Posted in News on March 5, 2003
BMI congratulates five young classical composers who are recent winners of major music prizes awarded by the prestigious American Academy of Arts and Letters. The membership of the Academy, which is comprised of some of America’s most prominent composers, artists, architects and writers, nominates candidates for these awards.

Kevin Puts is the first winner of the newly inaugurated Benjamin H. Danks Award, a $20,000 prize given to an “exceptional young composer or orchestral works.” Puts is a three-time winner of the BMI Student Composer Awards, including the 2000 William Schuman Prize, and the BMI Foundation’s Carlos Surinach Commission. Other honors include the Prix de Rome, a Guggenheim Fellowship, and a Charles Ives Award. He has served as the Young American Composer-in-Residence with the California Symphony and Composer-in-Residence with Young Concert Artists. Orchestral performances have come from the American Composers Orchestra, the Cincinnati Symphony, the Utah Symphony, the Boston Pops, the Atlanta Symphony and the Minnesota Orchestra, among others.

Steven Weigt and Trevor Weston were recipients of Goddard Lieberson Fellowships, a $15,000 prize endowed in 1978 by the CBS Foundation and given to “mid-career composers of exceptional gifts.” Weight, an Assistant Professor at Boston University, received his training at Brandeis University and the University of California Davis. Weston, an Assistant Professor at the College of Charleston, attended Tufts University and the University of California Berkeley.

Jorge Grossmann and David T. Little won Charles Ives Scholarships, which are funded in part by performance royalties paid by BMI to the Academy as heir to the Ives estate. These $7,500 scholarships are given to “composition students of great promise.” Grossmann is a DMA candidate at Boston University and is a graduate of Florida International University.
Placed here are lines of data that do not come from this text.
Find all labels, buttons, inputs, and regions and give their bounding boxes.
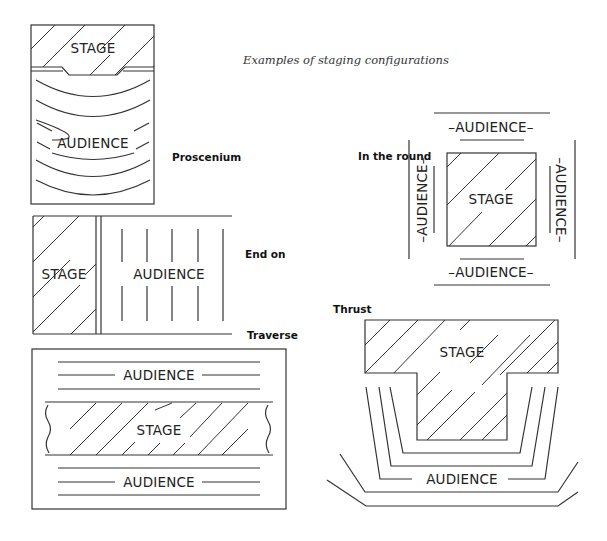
proscenium-stage-label: STAGE [71, 40, 116, 56]
traverse-audience-bottom-label: AUDIENCE [123, 474, 195, 490]
in-the-round-diagram: In the round –AUDIENCE– STAGE –AUDIENCE–… [358, 113, 575, 285]
diagram-title: Examples of staging configurations [242, 53, 449, 67]
end-on-caption: End on [245, 248, 286, 260]
end-on-stage-label: STAGE [42, 266, 87, 282]
thrust-audience-label: AUDIENCE [426, 471, 498, 487]
thrust-stage-label: STAGE [440, 344, 485, 360]
end-on-diagram: STAGE AUDIENCE End on [20, 195, 286, 345]
in-the-round-audience-top-label: –AUDIENCE– [448, 119, 534, 135]
in-the-round-audience-bottom-label: –AUDIENCE– [448, 264, 534, 280]
thrust-diagram: Thrust STAGE AUDIENCE [327, 303, 578, 506]
traverse-audience-top-label: AUDIENCE [123, 367, 195, 383]
staging-diagram: Examples of staging configurations STAGE… [0, 0, 607, 541]
proscenium-caption: Proscenium [172, 151, 241, 163]
proscenium-diagram: STAGE AUDIENCE Proscenium [20, 20, 241, 204]
in-the-round-audience-right-label: –AUDIENCE– [553, 157, 569, 243]
traverse-stage-label: STAGE [137, 422, 182, 438]
end-on-audience-label: AUDIENCE [133, 266, 205, 282]
traverse-diagram: Traverse AUDIENCE STAGE AUDIENCE [32, 329, 298, 509]
in-the-round-stage-label: STAGE [469, 191, 514, 207]
thrust-caption: Thrust [333, 303, 372, 315]
in-the-round-audience-left-label: –AUDIENCE– [414, 157, 430, 243]
traverse-caption: Traverse [247, 329, 298, 341]
proscenium-audience-label: AUDIENCE [57, 135, 129, 151]
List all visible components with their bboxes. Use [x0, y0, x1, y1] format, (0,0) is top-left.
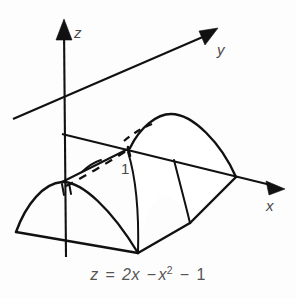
surface-fill-region: [130, 114, 236, 253]
x-axis-arrowhead: [266, 181, 285, 195]
z-axis: [56, 19, 72, 257]
equation-lhs: z: [90, 266, 98, 283]
bottom-front-edge: [16, 232, 138, 253]
bottom-right-edge: [138, 223, 190, 253]
z-axis-line: [64, 28, 66, 257]
equation-minus-1: −: [145, 266, 159, 283]
z-axis-label: z: [74, 25, 82, 40]
equation-term-2-exponent: 2: [167, 265, 173, 276]
z-axis-arrowhead: [56, 19, 72, 40]
y-axis-label: y: [217, 42, 225, 57]
hidden-parabola-dashed: [66, 150, 128, 186]
y-axis-arrowhead: [199, 28, 218, 45]
vertex-ruling-edge: [62, 148, 130, 182]
equation-caption: z = 2x −x2 − 1: [0, 266, 296, 284]
equation-minus-2: −: [178, 266, 192, 283]
y-axis-line: [13, 33, 212, 119]
hatch-mark-1: [62, 184, 64, 195]
equation-equals: =: [103, 266, 117, 283]
left-inner-arc: [82, 160, 101, 172]
equation-term-1: 2x: [122, 266, 140, 283]
y-axis: [13, 28, 218, 119]
figure-container: z y x 1 z = 2x −x2 − 1: [0, 0, 296, 299]
surface-body: [130, 114, 236, 253]
surface-diagram-canvas: [0, 0, 296, 299]
x-axis-tick-label-one: 1: [121, 161, 129, 176]
x-axis-label: x: [266, 198, 274, 213]
equation-term-3: 1: [196, 266, 205, 283]
equation-term-2-base: x: [158, 266, 166, 283]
Little, a two-time BMI Student Composer Award winner, attends the University of Michigan as a Master of Music student and holds and undergraduate degree from Susquehanna University.

BMI is proud to represent a majority of the 50 composer-members of the Department of Music at the American Academy of Arts and Letters.
The honor of election to the Academy is considered the highest formal recognition of artistic merit in the country.